September 14, 2024

Epifagus virginiana

Epifagus virginiana is a parasitic plant that grows on the roots of American beech trees. Also known as "beechdrops", clumps of their brown stems can be found protruding from the forest floor, reaching up to 30 cm tall and lined with purple-white flowers. To most people, they look like just another ordinary plant amidst the undergrowth. But Epifagus lacks a key component which is usually a defining characteristic of plants - chlorophyll, the pigment which allows plants to harness solar power. Instead, the way this plant obtains its nutrients is via an underground tuber attached to the roots of its host. The beechdrop is a very discerning parasite - as its name indicates, it usually goes after beech trees, but sometimes they switch up their target and end up engaging in botanical cannibalism.

Left: The stem and flowers of beechdrops, Epifagus virginiana, Centre: a beechdrops tuber, with adventitious root (ar) indicated, Right: two beechdrops tubers linked via a parasitic connection.
Photos from Fig. 1 and Fig. 2 of the paper.

A botanist named Dr. Luiza Teixeira-Costa was conducting a study on these parasites in the mixed forest at Powdermill Nature Reserve in Pennsylvania, where there is a dense population of beechdrops. After carefully excavating a dozen of those parasitic plants, she noticed one of the specimens was composed of two Epifagus plants locked in a peculiar pairing. When she looked at that specimen more closely, she found that the pair consisted of two beechdrops tubers clinging tightly to each other, as if one of the plant was parasitising its fellow parasite.

To see if there's an actual parasitic connection between the tubers and that this was not two plants that had wrapped around each other via happenstance, Dr. Teixeira-Costa tested whether fluid could be passed between the two plants by injecting one of them with a special tracking solution, and examining it with micro CT scan to create a 3D image of the plants' internal structure. The scanning revealed that there is continuity in the vascular tissue that connects the two plants. It would be like if you find a pair of animals that have joined together and are connected via their circulatory systems. But that was one specimen - perhaps this was just a freakish one-off occurrence?

In order to get a better picture of this phenomenon, Dr.
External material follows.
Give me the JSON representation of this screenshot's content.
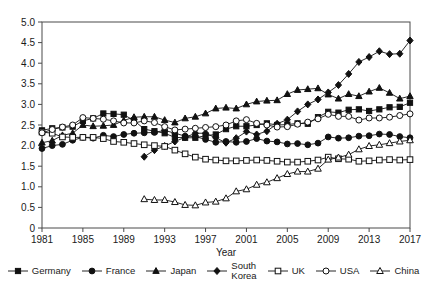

Teixeira-Costa examined the collections of Epifagus specimens at the Meise Botanic Garden and the Harvard University Herbarium, to see if there are more of such pairings. Out of 150 Epifagus that were in those collections, four of them were composed of a pair of E. virginiana plants attached to each other, in a similar way to how these parasites would usually attach to their host. 

In addition she also searched through the online digital archive of herbarium specimen images from 233 herbaria via the SERNEC portal. Out of the 3097 Epifagus specimens in those collections, she found 52 specimens that showed potential signs of parasitising a fellow beechdrops. All those specimens had been collected from across the plant's distribution range in the United States. What this exhaustive search revealed is that while such cases of beechdrops-on-beechdrops is not a frequent occurrence, it is not negligibly rare either. Furthermore, it is widespread and not restricted to just one particular region.

Orobanchaceae plants such as Epifagus are usually able to recognise its own kind and avoid this kind of friendly misfire - so what made some beechdrops turn on one of their own? One possible scenario might involve an Epifagus plant attaching itself to a beech tree root, and was followed by the seed of another Epifagus which responded to the stimuli given off by the tree root. But instead of latching onto the beech tree root, it ended up parasitising one of its fellow Epifagus that was already there.

These examples of intraspecific parasitism have been described as "botanical version of cannibalism" and have been documented in a range of other parasitic plants. If anything, compared with the beechdrops, other parasitic plants seem to be far less discriminating about parasitising their own kind, particularly among mistletoes and dodders. In the world of botanical parasites, sometimes a parasitic plant's worst enemy is a fellow parasite.